Why this matters now
We are living in a moment where:
speed is mistaken for progress
visibility is mistaken for value
urgency is mistaken for importance
And many people can feel, in their bodies, that something needs to change.
Not through collapse. (I pray for this.)
Not through rebellion. (I don’t believe this is the wisest path.)
But through wiser design.
And perhaps—through a renewed trust in faith, discernment, and a larger meaning and purpose.
What you will not get here
If you stay with this series, you won’t be rushed.
You won’t be told what to think.
You won’t be given formulas to follow.
Instead, you’ll be offered:
context where there has been confusion
language where there has been unease
frameworks that support grounded choice
Some episodes may challenge familiar assumptions.
Others may simply put words to what you’ve already sensed.

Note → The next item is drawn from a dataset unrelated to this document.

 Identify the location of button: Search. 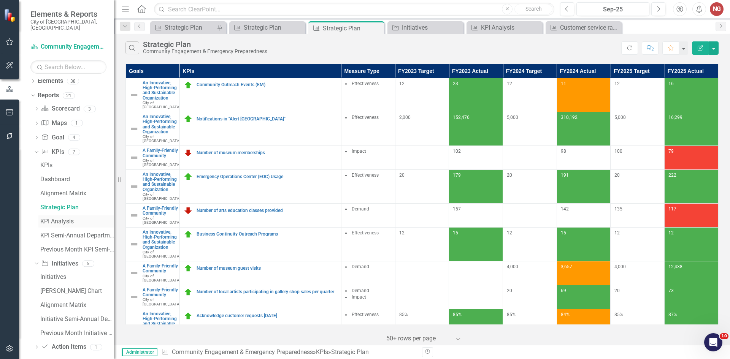
(534, 9).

You’re welcome to engage slowly.
You’re welcome to pause.
You’re welcome to take what’s useful and leave the rest.
That is part of the ethic.
You’re welcome here—if and when it feels right.
For now, thank you for being here.
Let’s begin.
FAQ
FAQ
It’s an ongoing conversation about living well in modern life—integrating biology, ethics, history, philosophy, and lived experience to restore coherence in how we work, heal, and contribute.

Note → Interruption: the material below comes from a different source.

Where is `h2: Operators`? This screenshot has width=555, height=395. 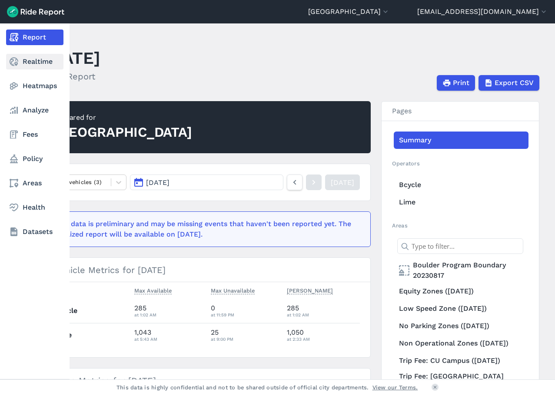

It’s for thoughtful, capable people who are doing “fine” on the outside but feel tired, overextended, or uneasy about whether modern systems align with their values and nervous system.
No. It’s an orientation and a space for better questions—without formulas, pressure, or persuasion.
Because many cultural frameworks prioritize speed and output over nervous system limits, meaning, ethics, and sustainability—so the body eventually carries the cost.
Coherence means living in ways that integrate body, mind, soul, and spirit—so productivity, meaning, success, and responsibility don’t contradict each other.
Self-help often offers quick fixes and personal blame. This approach adds context: biology, systems, language, ethics, and community—so the person isn’t treated as the only problem to solve.
Because humans don’t live by biology alone. We live by meaning, language, moral imagination, and cultural frameworks—so understanding them supports long-term health and wise action.
Start slowly: notice what feels true, what feels costly in your body, and which frameworks you’ve inherited without choosing. If you want dialogue, you can join the free 5D Wellness Community Forum.